Motivation or Absence of Demotivation?

Instead of trying to motivate people, you could start by trying not to demotivate them.

Motivating people is hard. You cannot access a “motivation centre” in their brain. It is like pulling water. As leaders, we try to motivate, but the levers are limited. What you can do is create conditions in which people find what motivates them, or limit the factors that demotivate them.

Meaning, achievement, progress, relations, autonomy, certainty, and safety are elements that support motivation. They help maintain it or prevent it from eroding. It is also important to remember that people’s personal interests can be integrated into job design or task allocation. These interests matter more than we often assume.

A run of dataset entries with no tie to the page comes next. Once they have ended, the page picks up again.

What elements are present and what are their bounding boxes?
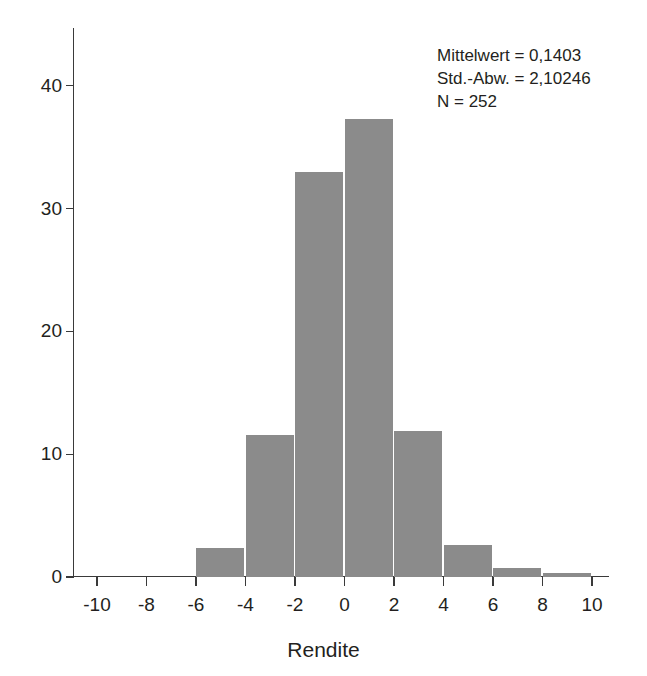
- x-axis-tick: [195, 577, 196, 586]
- x-axis-tick: [146, 577, 147, 586]
- y-axis-tick-label: 40: [41, 76, 62, 95]
- x-axis-tick-label: -10: [83, 594, 110, 616]
- x-axis-tick: [245, 577, 246, 586]
- y-axis-tick: [66, 208, 74, 209]
- histogram-bar: [345, 119, 393, 577]
- y-axis-tick-label: 0: [51, 567, 62, 586]
- std-dev-label: Std.-Abw. = 2,10246: [437, 67, 591, 90]
- x-axis-tick: [591, 577, 592, 586]
- x-axis-tick-label: 8: [537, 594, 548, 616]
- x-axis-tick-label: -4: [237, 594, 254, 616]
- x-axis-tick: [393, 577, 394, 586]
- histogram-bar: [196, 548, 244, 577]
- x-axis-tick: [344, 577, 345, 586]
- histogram-bar: [493, 568, 541, 577]
- y-axis-tick-label: 10: [41, 444, 62, 463]
- histogram-bar: [246, 435, 294, 577]
- histogram-bar: [543, 573, 591, 577]
- histogram-bar: [394, 431, 442, 577]
- x-axis-tick: [542, 577, 543, 586]
- statistics-annotation: Mittelwert = 0,1403 Std.-Abw. = 2,10246 …: [437, 44, 591, 113]
- x-axis-tick: [294, 577, 295, 586]
- x-axis-tick-label: -8: [138, 594, 155, 616]
- y-axis-tick: [66, 576, 74, 577]
- x-axis-tick-label: 4: [438, 594, 449, 616]
- y-axis-line: [73, 28, 74, 578]
- histogram-bar: [444, 545, 492, 577]
- histogram-bar: [295, 172, 343, 577]
- y-axis-tick: [66, 331, 74, 332]
- x-axis-tick-label: 10: [581, 594, 602, 616]
- sample-size-label: N = 252: [437, 90, 591, 113]
- x-axis-tick: [492, 577, 493, 586]
- mean-label: Mittelwert = 0,1403: [437, 44, 591, 67]
- x-axis-tick-label: -6: [188, 594, 205, 616]
- histogram-chart: 010203040 -10-8-6-4-20246810 Rendite Mit…: [0, 0, 647, 676]
- x-axis-tick: [443, 577, 444, 586]
- y-axis-tick-label: 20: [41, 321, 62, 340]
- x-axis-tick-label: 2: [389, 594, 400, 616]
- x-axis-tick: [96, 577, 97, 586]
- y-axis-tick: [66, 454, 74, 455]
- x-axis-tick-label: -2: [287, 594, 304, 616]
- y-axis-tick-label: 30: [41, 199, 62, 218]
- x-axis-title: Rendite: [0, 638, 647, 662]
- x-axis-tick-label: 6: [488, 594, 499, 616]
- y-axis-tick: [66, 85, 74, 86]
- x-axis-tick-label: 0: [339, 594, 350, 616]
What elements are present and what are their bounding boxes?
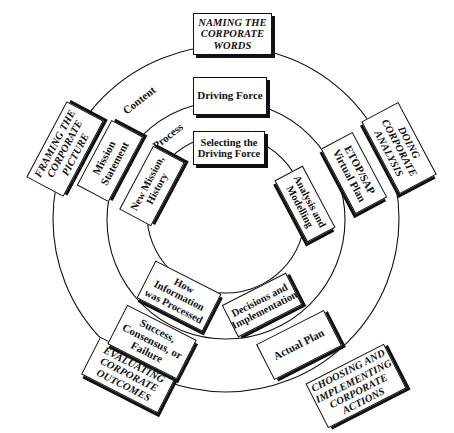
box-naming-middle: Driving Force xyxy=(193,77,267,115)
box-naming-inner: Selecting the Driving Force xyxy=(193,131,265,165)
box-naming-outer: NAMING THE CORPORATE WORDS xyxy=(193,13,272,55)
corporate-cycle-diagram: Content Process NAMING THE CORPORATE WOR… xyxy=(0,0,454,433)
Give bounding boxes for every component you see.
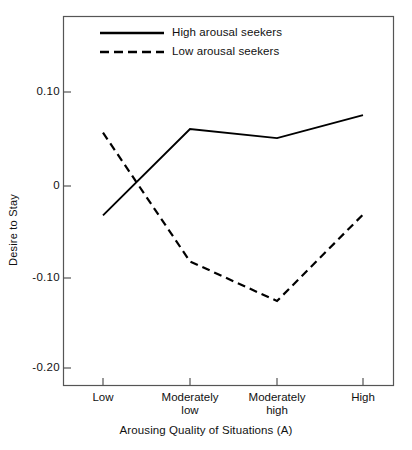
series-line-high-arousal-seekers xyxy=(103,115,363,215)
legend-label-low-arousal-seekers: Low arousal seekers xyxy=(172,45,279,57)
x-tick-label-moderately-high: Moderately high xyxy=(229,391,325,417)
x-axis-title: Arousing Quality of Situations (A) xyxy=(0,424,412,436)
x-tick-label-moderately-high-line1: Moderately xyxy=(229,391,325,404)
plot-svg xyxy=(0,0,412,450)
x-tick-label-moderately-low-line2: low xyxy=(142,404,238,417)
chart-figure: Desire to Stay 0.10 0 -0.10 -0.20 xyxy=(0,0,412,450)
x-tick-label-low: Low xyxy=(55,391,151,404)
y-tick-marks xyxy=(64,92,72,368)
x-tick-label-moderately-low-line1: Moderately xyxy=(142,391,238,404)
x-tick-marks xyxy=(103,378,363,386)
x-tick-label-moderately-high-line2: high xyxy=(229,404,325,417)
series-line-low-arousal-seekers xyxy=(103,133,363,301)
plot-frame xyxy=(64,17,394,386)
x-tick-label-high-line1: High xyxy=(315,391,411,404)
x-tick-label-low-line1: Low xyxy=(55,391,151,404)
x-tick-label-high: High xyxy=(315,391,411,404)
legend-label-high-arousal-seekers: High arousal seekers xyxy=(172,26,282,38)
x-tick-label-moderately-low: Moderately low xyxy=(142,391,238,417)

I recently met a leader who said she motivated people through her energy. “My positive thinking is contagious. I transfer my energy towards others.” It sounded exhausting. A positive, optimistic approach is certainly better than a dark or pessimistic one. But motivation is about the energy people themselves have, independent of yours. Your motivation is not their motivation. And if their motivation depends on you, are they still truly motivated?

Principles of Motivation

A few principles can help clarify what actually supports motivation:

  • Focus on the context in which people work. Remove the factors that demotivate, and maintain, reinforce, or introduce factors that are sources of motivation.
  • Look for sources of motivation that are sustainable and self-sustaining: meaningfulness, autonomy, interests, and similar elements.
  • Avoid trying to motivate people through your own actions, whether positive or negative.
  • Do not rely on power, pressure, punishment, or popularity as motivators.
  • Money may motivate, but people adapt to it quickly. If money compensates for a lack of meaningfulness, it will never be enough.
  • If someone is motivated, do not intervene. You cannot make it better. Sometimes, doing nothing is the best action.
  • If you notice demotivation, explore where it comes from. Try to remove the demotivating elements.
  • Change is a potential source of demotivation because it involves a sense of loss. Do not try to convince people of the gains. Invite them through the meaningfulness of the change and give them autonomy over how the change happens.
  • Never forget the importance of personal interests and implicit motivation.

Motivation Emergence

Motivation is not something leaders inject into people. It is something that emerges when the environment enables it and when unnecessary obstacles are removed. Leaders influence motivation most effectively not by pushing energy into others, but by shaping a context in which motivation can grow and sustain itself.

 

Photo by Andrei I: https://www.pexels.com/photo/whimsical-sculptures-amidst-leafy-greenery-in-etretat-32429469/

David Ducheyne is the founder of Otolith. As a former HR and business leader he focuses now on humanising strategy execution.